The COVID-19 infection trackers maintained by Dr. Mike Hoerger and data scientist Jay Weiland, with modeling based on wastewater levels of SARS-CoV-2, have documented the massive scale of infections that have been sweeping across the United States and the rest of the world. Their weekly reports underscore the continuing high rates of daily infections, giving a glimpse into the public health catastrophe that is taking place under a complete media blackout of the pandemic. 

Viral sleuths like Ryan Hisner, Raj Rajnarayanan and others have turned to their social media channels, which function as information hubs to accumulate information on the latest subvariants and their mutations. Many of their initial reports, such as on Pirola in August and then JN.1 in September 2023, were critical in giving the world a substantive alert on the massive wave of infections that has since washed over the globe, while national public agencies like the US Centers for Disease Control and Prevention (CDC) were taking pains to cover up these developments.

Greg Travis [Photo by Greg Travis]

Health care expert and data analyst Greg Travis has been maintaining the only excess death tracker available to the public, meticulously documenting the clinical and, by extension, the societal impact of the ongoing pandemic in the US. Not only do his charts and graphs cover nearly every category of death—all cause, deaths with disease, cardiovascular, cancer, COVID, influenza, suicide, and others—but the data is sub-categorized by state, region, and age categories, including year and month of death.

The data for these plots and figures has been extracted from the WONDER database of death certificates submitted by individual states to the CDC. In a real sense, his analysis provides graphic evidence of the real impact of the ruling elite’s criminal pandemic policies on the health and well-being of Americans.

Figure 1: COVID deaths in the US for all ages by year. [Photo by @greg_travis Excess Death Explorer]

Travis is highly critical of the CDC and public health leadership, who have systematically covered up the pandemic at the behest of the ruling elites.
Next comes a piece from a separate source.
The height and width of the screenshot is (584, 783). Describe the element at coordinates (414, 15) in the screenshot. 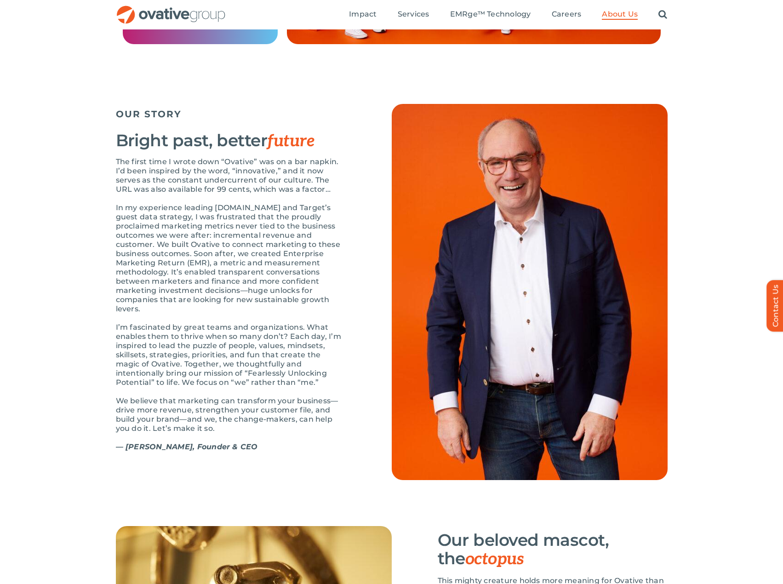

I see `a: Services` at that location.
He has used his social media platform to highlight the devastation wrought by the SARS-CoV-2 virus and expose the policies that have sought to normalize mass infection and death.

For instance, his recent February 15 Twitter (now X) post shows there were over 2,400 excess deaths among children during the pandemic attributable to COVID. In the same period, just 578 children died of influenza (CDC Wonder data).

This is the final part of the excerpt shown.